USCIS halts all immigration applications from 19 ‘high-risk’ countries

USCIS halts all immigration applications from 19 ‘high-risk’ countries
The Trump administration has imposed an immediate “adjudicative hold” on every immigration benefit application filed by nationals of 19 mostly African, Middle-Eastern and Caribbean countries. In a policy memorandum quietly posted late on 2 December, U.S. Citizenship and Immigration Services (USCIS) ordered officers to stop adjudicating green-card, naturalization, asylum, refugee and work-permit cases originating from the listed countries and to reopen certain cases that were already approved. The directive follows the 24 November shooting of two National Guard soldiers in Washington, D.C., for which an Afghan asylum grantee has been charged, and expands a June 2025 presidential proclamation that largely barred the same countries from receiving new immigrant or non-immigrant visas.

Under the memo, every pending or reopened file must undergo a new national-security review that can include additional biometrics, a second interview and inter-agency vetting by DHS, the FBI and the intelligence community. Applicants who fail to appear for the re-interview will see their cases denied and may face removal proceedings.
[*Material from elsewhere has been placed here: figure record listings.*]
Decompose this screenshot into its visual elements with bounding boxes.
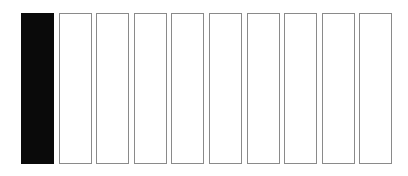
empty-cell: [171, 13, 204, 164]
empty-cell: [247, 13, 280, 164]
filled-cell: [21, 13, 54, 164]
empty-cell: [59, 13, 92, 164]
cell-row: [21, 13, 392, 164]
empty-cell: [209, 13, 242, 164]
empty-cell: [322, 13, 355, 164]
empty-cell: [359, 13, 392, 164]
empty-cell: [96, 13, 129, 164]
empty-cell: [134, 13, 167, 164]
empty-cell: [284, 13, 317, 164]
USCIS says the pause is needed to ‘re-establish confidence that foreign nationals pose no threat,’ but immigration lawyers report hundreds of oath ceremonies and adjustment interviews already cancelled this week, plunging families and employers into limbo.

USCIS halts all immigration applications from 19 ‘high-risk’ countries


The hold affects Afghanistan, Burma (Myanmar), Chad, Congo-Brazzaville, Equatorial Guinea, Eritrea, Haiti, Iran, Libya, Somalia, Sudan, Yemen, Burundi, Cuba, Laos, Sierra Leone, Togo, Turkmenistan and Venezuela. While most business-immigration demand from those nations is small, large U.S. hospital chains, IT consultancies and oil-field services firms say dozens of doctors, engineers and specialists were scheduled to start work in January and are now stuck abroad. Global mobility managers should prepare for project delays and budget for premium-processing upgrades or alternative nationalities where possible.

The decision is likely to be challenged in court. Critics argue USCIS exceeded its statutory authority by suspending adjudications en masse instead of reviewing cases individually, and point out that Section 212(f) of the Immigration and Nationality Act gives the president— not USCIS— the power to exclude classes of immigrants. With the 2026 H-1B registration season due to open in February, companies fear the freeze could portend wider restrictions on legal immigration in an election year.

Practical tip: Identify employees or applicants born in any of the 19 countries—even dual nationals— and brief them on possible interview recalls and travel disruptions. Encourage affected foreign nationals inside the United States to avoid international travel until their status is clarified and to keep proof of lawful presence on hand in case of internal enforcement checks.